Study Gale.

Introspection alleviates mindless learning

30 Jul 2023

Let’s begin with defining what mindless learning is. For this blog, I’ll say that it is learning for the sake of completion rather than acquiring a new skill or perspective. The problem with focusing on finishing a task, rather than actually learning from it, is that you are left with nothing but the empty claim “I have completed this course, degree, certificate, etc.” What people often miss is that such claims are heuristics to indicating that you hold a certain skills or knowledge in a subject. The hope is that, by going through a course or degree, you have either implicitly or explicitly acquired the important bits from them. Thus, the course itself is not what’s important, but what you take with you afterwards.

Every student has completed a course only to forget everything once the final is submitted. This become an issue when it occurs for more often than not. People have become very good at completing tasks but not good at retaining the value from them. This is why we often hear things such as degrees have become useless. A degree in itself is useless. You can easily coast through it without learning a single thing. It’s what you make of it that is important. The valuable thing about universities is that they provide excellent environments for you to grow both personally and intellectually. If you knew yourself well enough to not need to be guided by an institution, then of course going to a university would be a waste of time. However, you’d need a lot of introspection to achieve that, which brings us to our topic.

Discover how you think

Understanding how you think is understanding the environment and type of knowledge that you need in order to learn effectively. If you’re like me, you’ll need to adopt thought processes from more experienced people, and how they use information to extrapolate onto new ideas. Others may best learn by doing. Seeing the process occur in front of them and coming up with their own mental model. They observe and refine it as they go.
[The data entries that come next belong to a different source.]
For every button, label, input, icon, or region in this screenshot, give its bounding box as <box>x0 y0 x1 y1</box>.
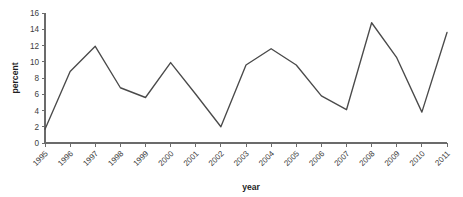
x-axis-tick-label: 2003 <box>232 149 251 168</box>
y-axis-tick-label: 4 <box>34 107 39 116</box>
x-axis-tick-label: 2002 <box>207 149 226 168</box>
y-axis-tick-label: 12 <box>30 42 40 51</box>
y-axis-tick-label: 10 <box>30 58 40 67</box>
x-axis-tick-label: 2009 <box>383 149 402 168</box>
x-axis-tick-label: 2004 <box>257 149 276 168</box>
x-axis-tick-label: 2011 <box>433 149 452 168</box>
y-axis-tick-label: 8 <box>34 74 39 83</box>
x-axis-tick-label: 2006 <box>307 149 326 168</box>
x-axis-tick-label: 1995 <box>31 149 50 168</box>
x-axis-tick-label: 2005 <box>282 149 301 168</box>
y-axis-tick-label: 16 <box>30 9 40 18</box>
y-axis-tick-label: 2 <box>34 123 39 132</box>
x-axis-title: year <box>242 182 260 192</box>
x-axis-tick-label: 1996 <box>56 149 75 168</box>
x-axis-tick-label: 2001 <box>182 149 201 168</box>
chart-plot-area: 0246810121416199519961997199819992000200… <box>0 0 463 197</box>
y-axis-tick-label: 0 <box>34 139 39 148</box>
x-axis-tick-label: 2010 <box>408 149 427 168</box>
x-axis-tick-label: 2007 <box>332 149 351 168</box>
x-axis-tick-label: 1999 <box>131 149 150 168</box>
x-axis-tick-label: 2000 <box>157 149 176 168</box>
x-axis-tick-label: 1997 <box>81 149 100 168</box>
x-axis-tick-label: 1998 <box>106 149 125 168</box>
x-axis-tick-label: 2008 <box>358 149 377 168</box>
y-axis-title: percent <box>10 62 20 93</box>
y-axis-tick-label: 6 <box>34 90 39 99</box>
data-series-line <box>45 23 447 129</box>
line-chart: 0246810121416199519961997199819992000200… <box>0 0 463 197</box>
y-axis-tick-label: 14 <box>30 25 40 34</box>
The importance of knowing how you think is that it will help you seek the right resources and the right patterns throughout your learning. For example, whenever I get something wrong in an assessment, I review what was going through my head that lead me to the wrong answer and compare it the thought process of the instructor and how they reached the correct answer. Along the way, I discover what heuristics I rely on when problem-solving, when they actually serve me and when they lead me astray.

Visualize, pictorially or not

Knowing how you tend to organize information in your mind will help you know when you’ve reached a point where you truly do understand the topic at hand. This is often what I refer to as having a mental model on the subject. I need not to literally visualize it in my head the same as I would a picture of something. Sometimes, it can be as simple as a list of steps that you take to reach from the starting state to the end state. For example, I usually know when I have a question down, whether it be to code a data-structure or solve a floating point number conversion, when I’m able to see the steps that I have to take from the very beginning till the very end where I have derived my answer. Take the time to really discern when you feel like you really know a topic versus when topics feel a little fuzzy.